The Exim development team has released a high-priority security update, version 4.99.2, to address four newly discovered vulnerabilities that threaten the stability and security of the internet’s most popular mail transfer agent.
These flaws allow remote attackers to crash mail server connections, corrupt memory, or leak sensitive system data. Because email servers are exposed to the public internet by design, they are prime targets for automated scanners looking to weaponize these vulnerabilities. +1
Breakdown of the Discovered Vulnerabilities
The update addresses four distinct Common Vulnerabilities and Exposures (CVEs) centered around how Exim processes external inputs like DNS records and email headers.
| CVE ID | Impact | Technical Root Cause |
|---|---|---|
| CVE-2026-40684 | Denial of Service | Malicious DNS PTR records trigger an octal printing error on systems using musl libc (common in Alpine Linux), causing a total crash. |
| CVE-2026-40685 | Heap Corruption | Out-of-bounds read/write occurs when processing corrupted JSON data in headers using JSON operators. |
| CVE-2026-40686 | Information Leak | Large UTF-8 trailing characters in headers trigger out-of-bounds reads, potentially leaking memory data in error messages. |
| CVE-2026-40687 | Memory Disclosure | A flaw in the SPA authenticator allows compromised external SPA/NTLM services to crash the instance or leak heap memory. |
Export to Sheets
The “musl” Factor: A Specialized Crash
While many Linux servers use the glibc library, CVE-2026-40684 highlights a dangerous edge case for those using the musl C library (often found in lightweight Docker containers and Alpine Linux distributions).
Attackers can provide a malformed DNS record that, when processed by Exim, causes the specific connection instance to crash immediately. This “DNS-to-DoS” path is particularly effective because it requires no direct login or authentication—the server crashes just by trying to look up who is connecting to it.
Why These Flaws Matter: The Memory Battle
The other three vulnerabilities (CVE-2026-40685, -86, and -87) involve Out-of-Bounds (OOB) operations. When a program tries to read or write data outside its assigned memory “box,” two things happen:
- Crashes: The system detects the violation and shuts down the process (Denial of Service).
- Data Theft: An attacker carefully manipulates the OOB read to “peer” into adjacent memory segments, which may contain sensitive configuration data or credentials from other emails currently in transit.
Mitigation: Update or Risk Permanent Exposure
The Exim team has stated that older versions are no longer actively maintained. This means if you are not running the 4.99 branch, your mail server could remain permanently vulnerable to these exploits. +1
Immediate Actions for Administrators:
- Upgrade to 4.99.2: This is the only definitive fix. Download the latest source from the official Exim FTP or pull the
exim-4.99.2tag from the Git repository. - Check Your C Library: If your mail server runs on Alpine Linux or another
musl-based distro, prioritize the patch to prevent the DNS-related crash. - Review Configurations: If your server uses JSON operators or SPA/NTLM authentication drivers, you are at an elevated risk and should rotate sensitive service keys after patching.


» ABOUT THIS TASK: Reproduce every entry word for word. Drop all pictures from the copy.

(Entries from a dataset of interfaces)
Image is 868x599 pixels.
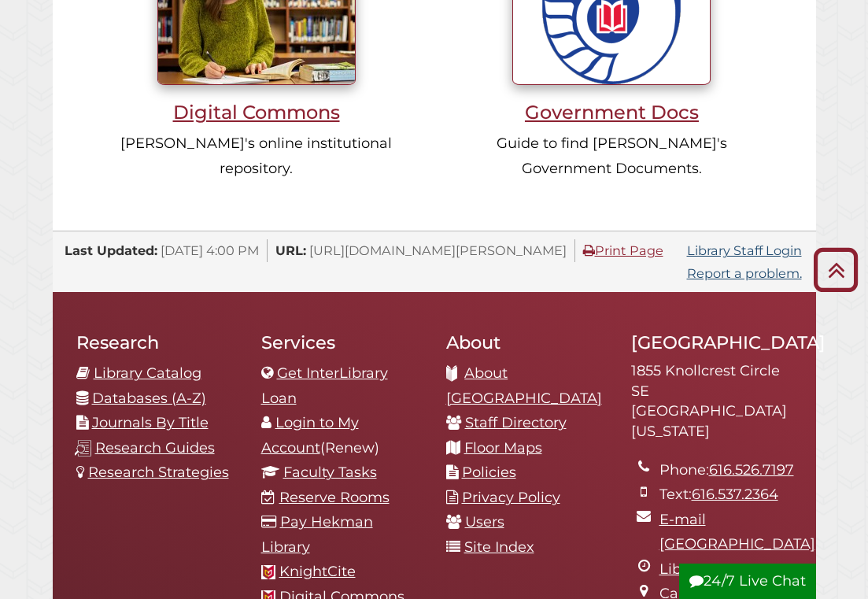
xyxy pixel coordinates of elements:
[96,14,417,124] a: Digital Commons
[687,266,802,281] a: Report a problem.
[462,463,517,481] a: Policies
[807,257,864,283] a: Back to Top
[279,489,389,506] a: Reserve Rooms
[96,439,215,457] a: Research Guides
[262,364,388,406] a: Get InterLibrary Loan
[659,560,755,577] a: Library Hours
[452,100,772,124] h3: Government Docs
[283,463,377,481] a: Faculty Tasks
[92,389,206,406] a: Databases (A-Z)
[631,331,793,353] h2: [GEOGRAPHIC_DATA]
[583,244,595,257] i: Print Page
[262,414,359,457] a: Login to My Account
[88,463,229,481] a: Research Strategies
[446,331,607,353] h2: About
[462,489,560,506] a: Privacy Policy
[465,513,504,530] a: Users
[583,242,663,258] a: Print Page
[279,563,355,580] a: KnightCite
[65,242,157,258] span: Last Updated:
[262,565,275,579] img: Calvin favicon logo
[452,14,772,124] a: Government Docs
[160,242,259,258] span: [DATE] 4:00 PM
[94,364,202,381] a: Library Catalog
[262,331,423,353] h2: Services
[659,458,793,483] li: Phone:
[687,242,802,258] a: Library Staff Login
[464,439,542,457] a: Floor Maps
[691,486,778,503] a: 616.537.2364
[74,440,91,457] img: research-guides-icon-white_37x37.png
[262,513,373,555] a: Pay Hekman Library
[262,410,423,461] li: (Renew)
[631,361,793,442] address: 1855 Knollcrest Circle SE [GEOGRAPHIC_DATA][US_STATE]
[275,242,306,258] span: URL:
[659,511,815,553] a: E-mail [GEOGRAPHIC_DATA]
[96,100,417,124] h3: Digital Commons
[464,538,534,555] a: Site Index
[709,461,794,478] a: 616.526.7197
[659,482,793,508] li: Text:
[465,414,567,431] a: Staff Directory
[452,131,772,181] p: Guide to find [PERSON_NAME]'s Government Documents.
[309,242,567,258] span: [URL][DOMAIN_NAME][PERSON_NAME]
[92,414,209,431] a: Journals By Title
[96,131,417,181] p: [PERSON_NAME]'s online institutional repository.
[76,331,238,353] h2: Research
[446,364,602,406] a: About [GEOGRAPHIC_DATA]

» SOLUTION BELOW:
Image is 868x599 pixels.
xyxy pixel coordinates of elements:
[96,14,417,124] a: Digital Commons
[687,266,802,281] a: Report a problem.
[462,463,517,481] a: Policies
[807,257,864,283] a: Back to Top
[279,489,389,506] a: Reserve Rooms
[96,439,215,457] a: Research Guides
[262,364,388,406] a: Get InterLibrary Loan
[659,560,755,577] a: Library Hours
[452,100,772,124] h3: Government Docs
[283,463,377,481] a: Faculty Tasks
[92,389,206,406] a: Databases (A-Z)
[631,331,793,353] h2: [GEOGRAPHIC_DATA]
[583,244,595,257] i: Print Page
[262,414,359,457] a: Login to My Account
[88,463,229,481] a: Research Strategies
[446,331,607,353] h2: About
[462,489,560,506] a: Privacy Policy
[465,513,504,530] a: Users
[583,242,663,258] a: Print Page
[279,563,355,580] a: KnightCite
[65,242,157,258] span: Last Updated:
[262,565,275,579] img: Calvin favicon logo
[452,14,772,124] a: Government Docs
[160,242,259,258] span: [DATE] 4:00 PM
[94,364,202,381] a: Library Catalog
[262,331,423,353] h2: Services
[659,458,793,483] li: Phone:
[687,242,802,258] a: Library Staff Login
[464,439,542,457] a: Floor Maps
[691,486,778,503] a: 616.537.2364
[74,440,91,457] img: research-guides-icon-white_37x37.png
[262,513,373,555] a: Pay Hekman Library
[262,410,423,461] li: (Renew)
[631,361,793,442] address: 1855 Knollcrest Circle SE [GEOGRAPHIC_DATA][US_STATE]
[275,242,306,258] span: URL:
[659,511,815,553] a: E-mail [GEOGRAPHIC_DATA]
[96,100,417,124] h3: Digital Commons
[464,538,534,555] a: Site Index
[709,461,794,478] a: 616.526.7197
[659,482,793,508] li: Text:
[465,414,567,431] a: Staff Directory
[452,131,772,181] p: Guide to find [PERSON_NAME]'s Government Documents.
[309,242,567,258] span: [URL][DOMAIN_NAME][PERSON_NAME]
[92,414,209,431] a: Journals By Title
[96,131,417,181] p: [PERSON_NAME]'s online institutional repository.
[76,331,238,353] h2: Research
[446,364,602,406] a: About [GEOGRAPHIC_DATA]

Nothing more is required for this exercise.